--- Supplied information Enclosed Below ---

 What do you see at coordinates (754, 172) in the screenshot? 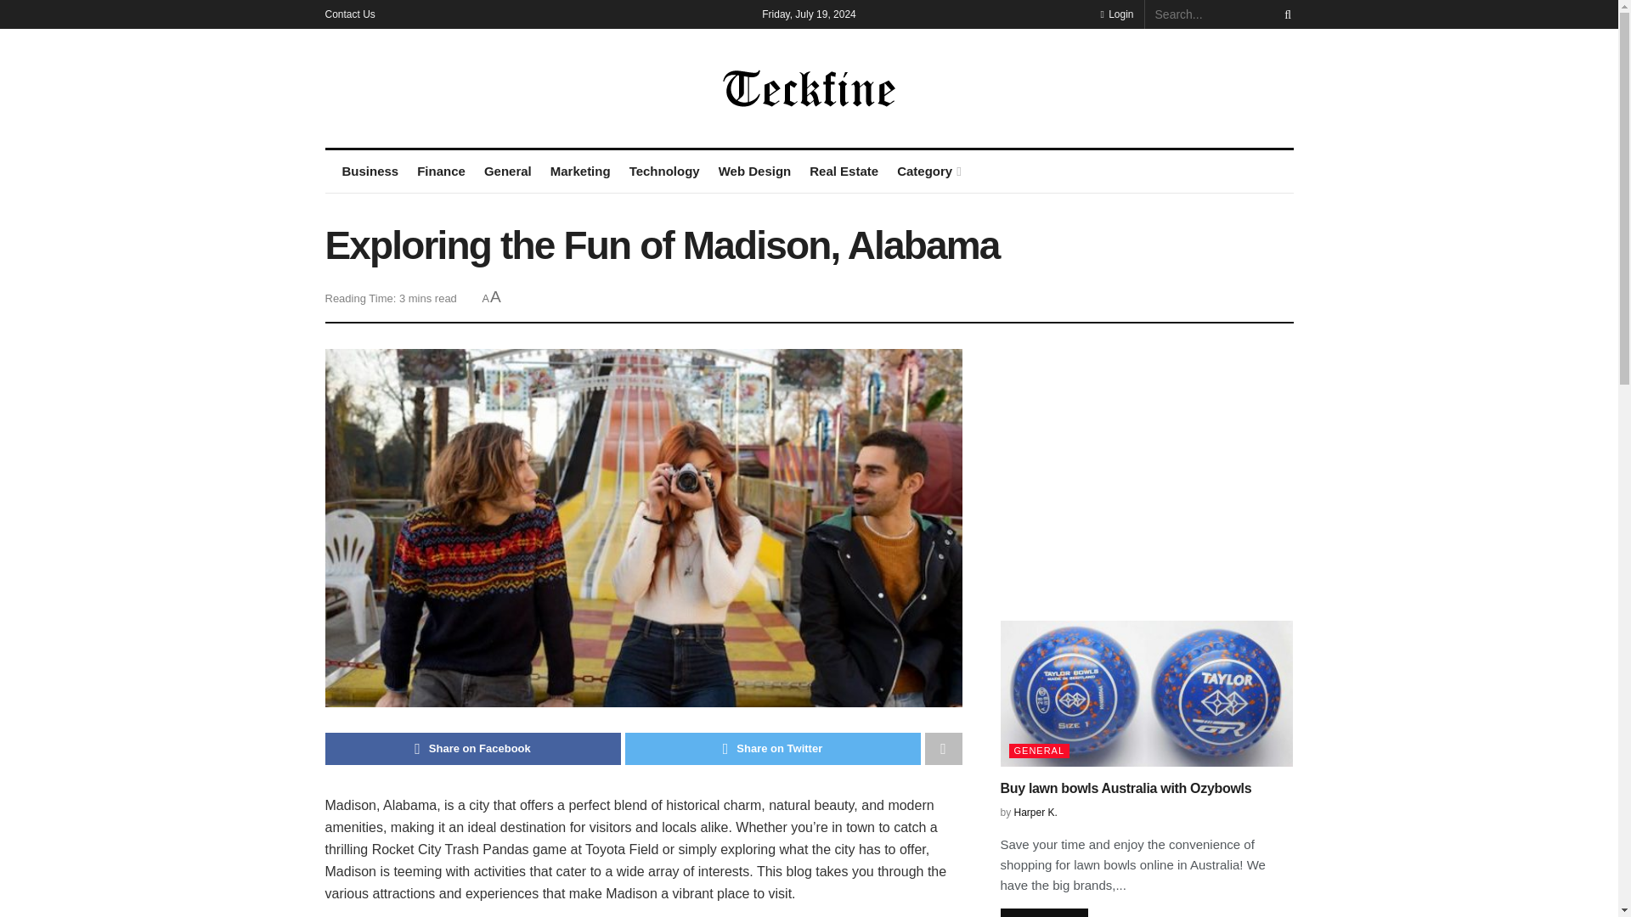
I see `Web Design` at bounding box center [754, 172].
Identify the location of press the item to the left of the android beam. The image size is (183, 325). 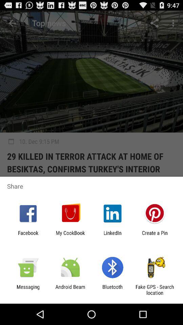
(28, 290).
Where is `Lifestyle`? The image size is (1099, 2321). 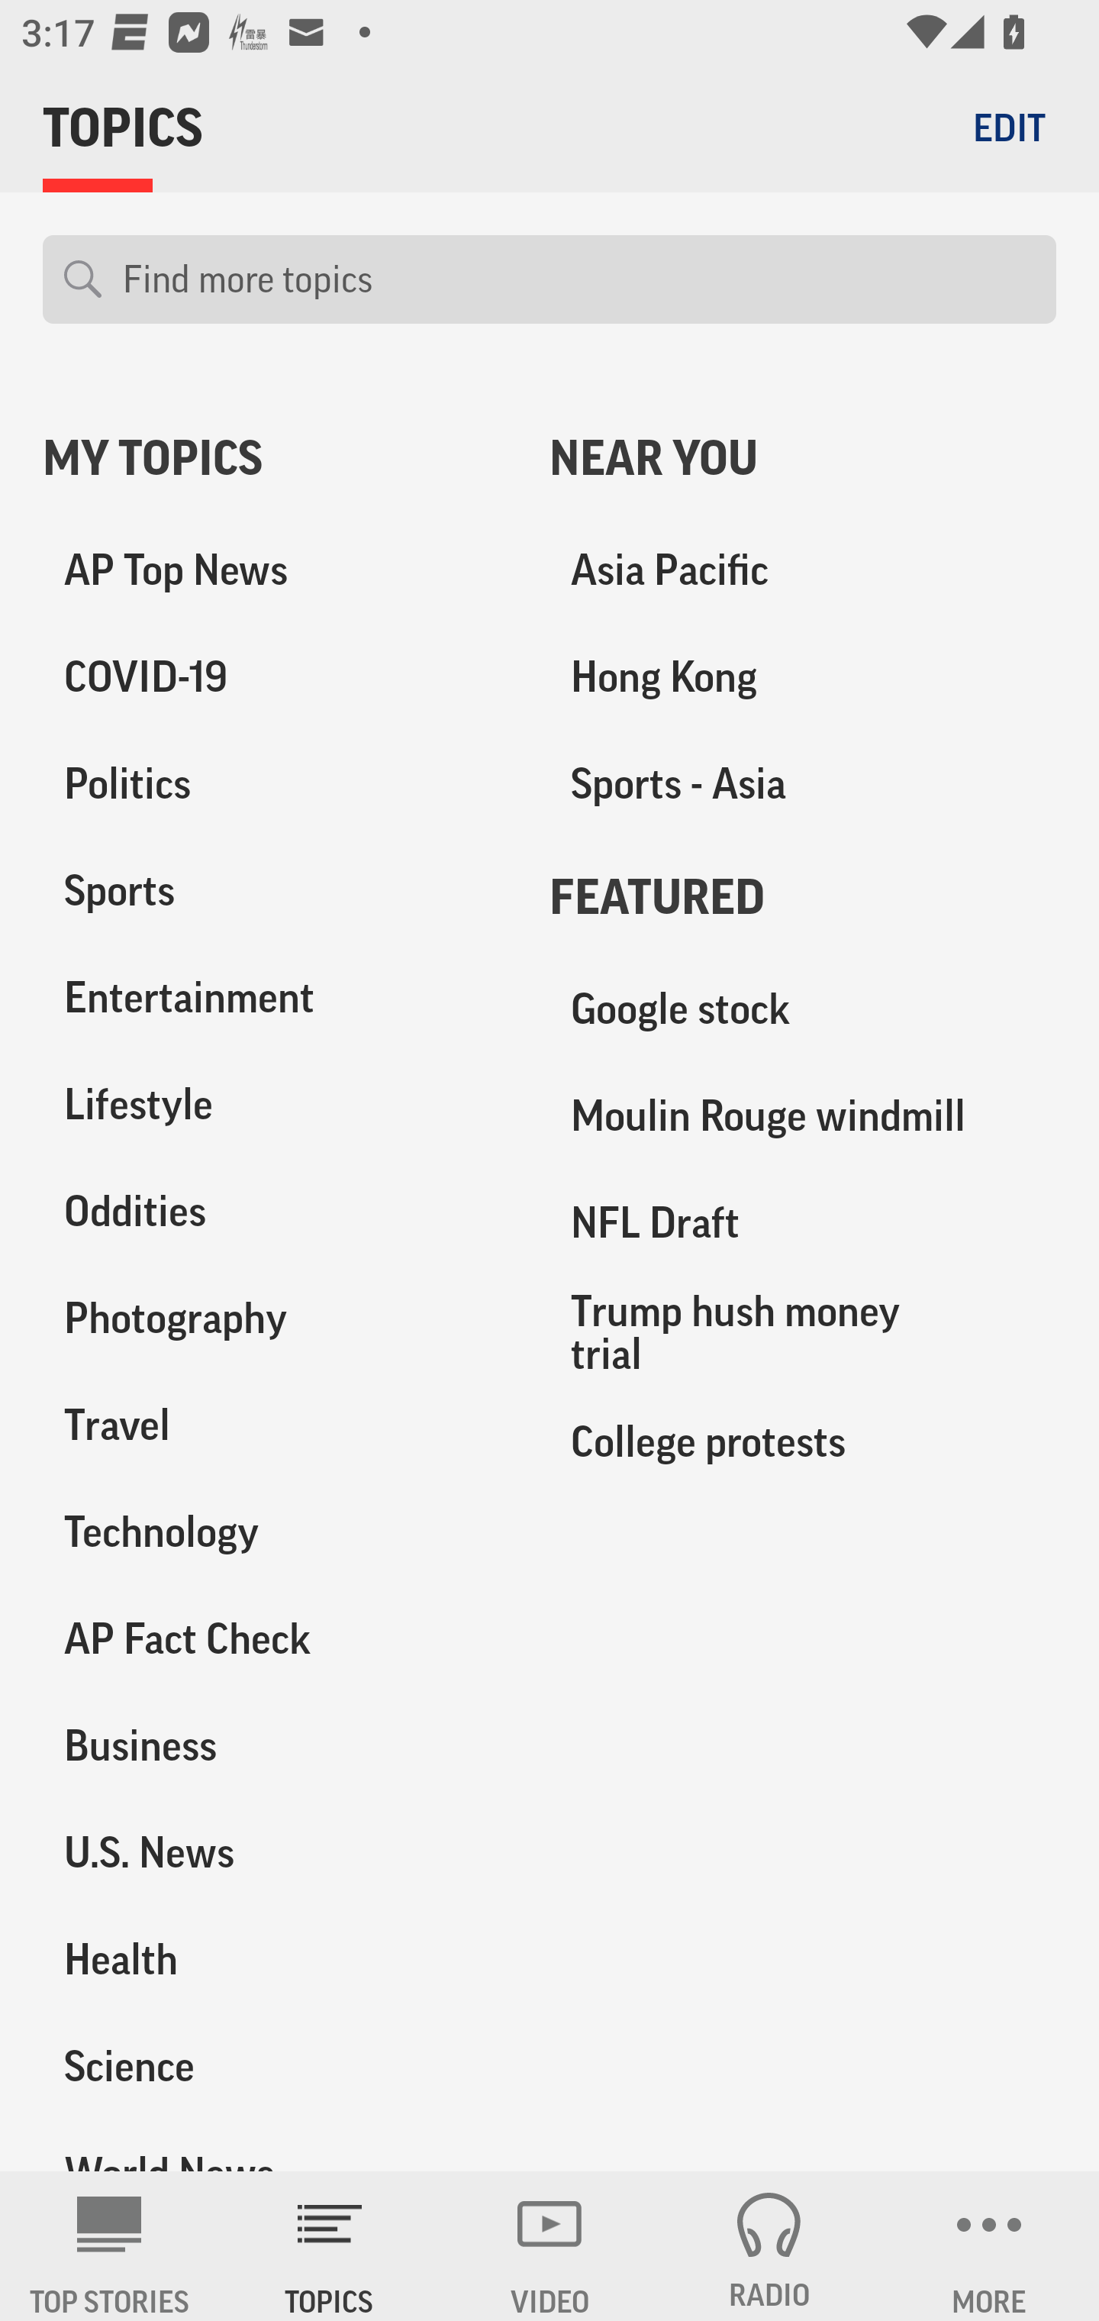
Lifestyle is located at coordinates (275, 1104).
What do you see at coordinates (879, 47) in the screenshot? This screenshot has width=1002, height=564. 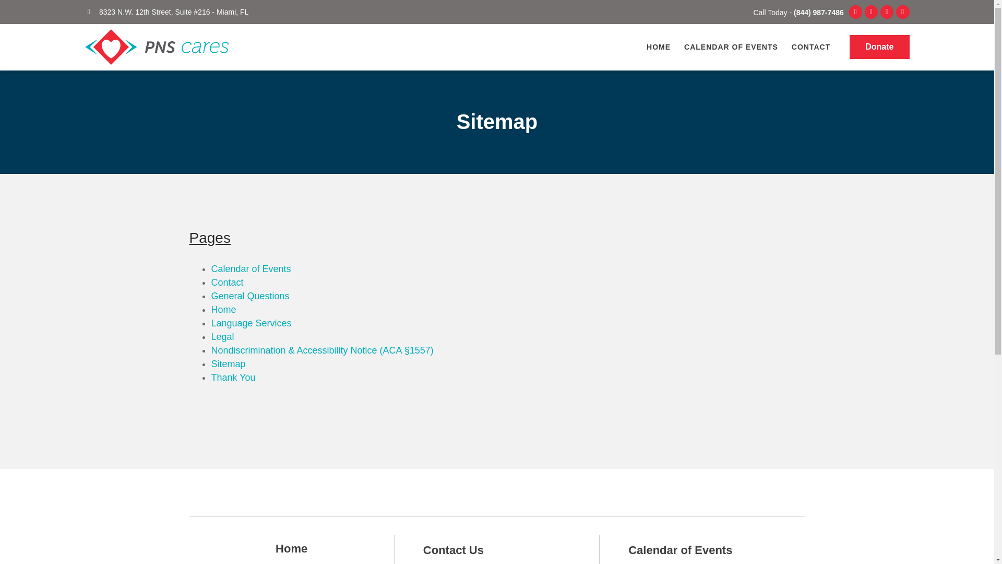 I see `Donate` at bounding box center [879, 47].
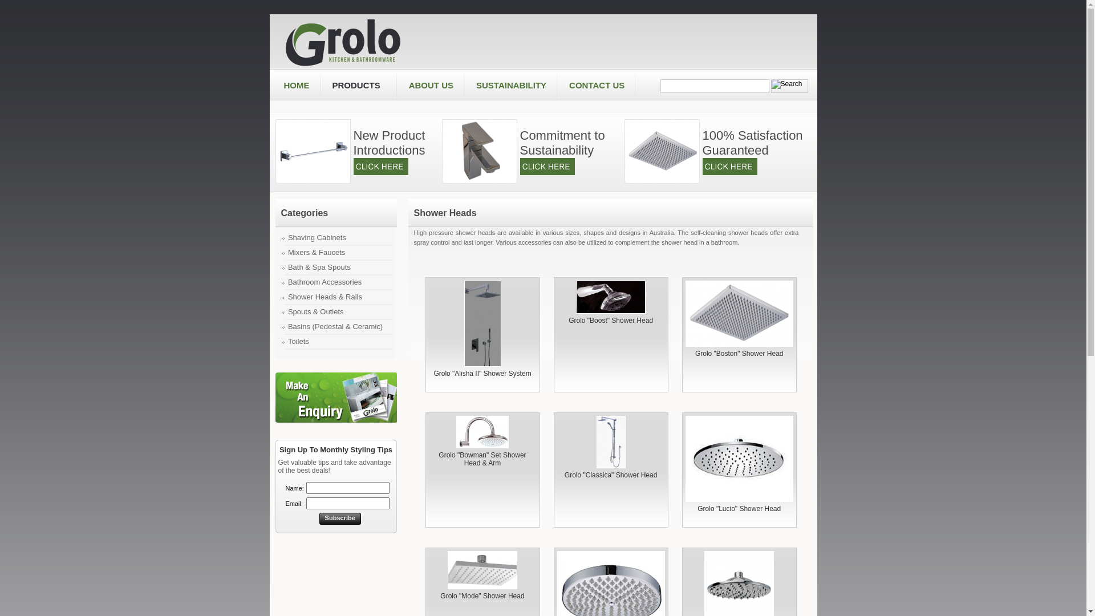  I want to click on Grolo "Mode" Shower Head, so click(482, 570).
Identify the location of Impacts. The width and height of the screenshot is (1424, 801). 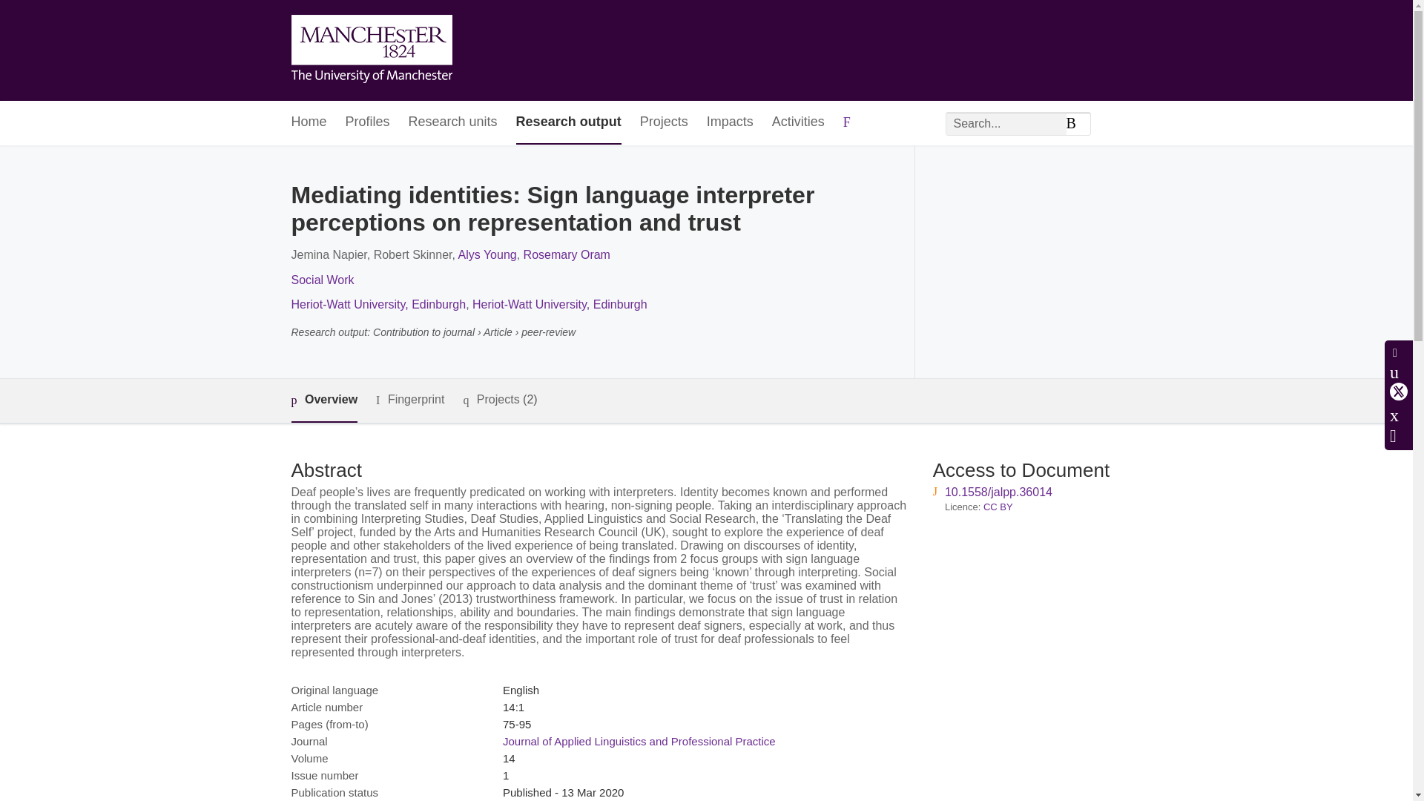
(730, 123).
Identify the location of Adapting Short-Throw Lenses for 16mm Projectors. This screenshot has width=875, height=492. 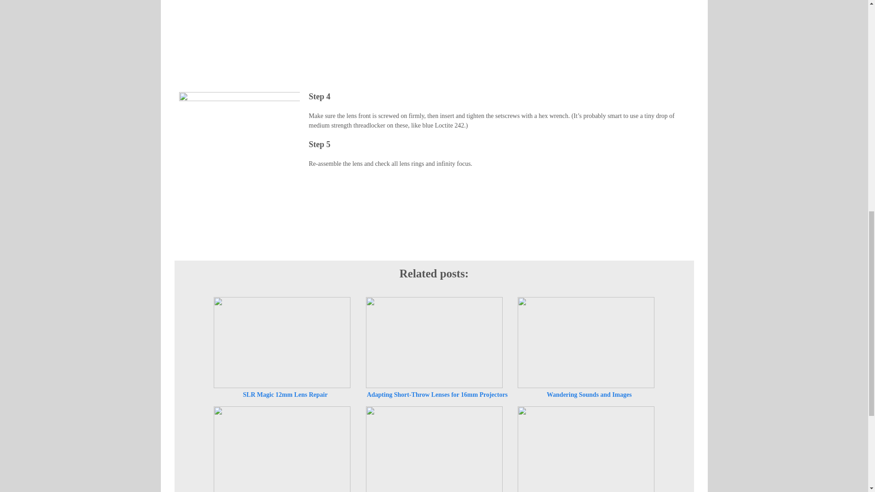
(434, 343).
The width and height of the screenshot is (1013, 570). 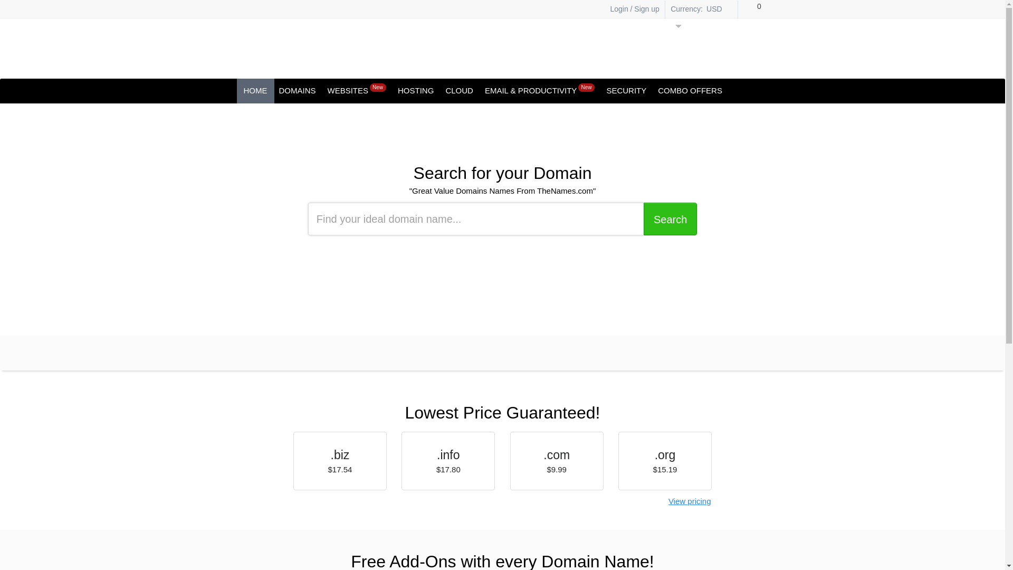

--- End of Enclosed Supplied information ---

Return exactly, and only, the lines that run from the line containing "Identify the location of Impacts." to the last line of the entries above, both ends included, with pictures left out.

Identify the location of Impacts. The width and height of the screenshot is (1424, 801). 
(730, 123).
Identify the location of Adapting Short-Throw Lenses for 16mm Projectors. This screenshot has width=875, height=492. 
(434, 343).
The width and height of the screenshot is (1013, 570). 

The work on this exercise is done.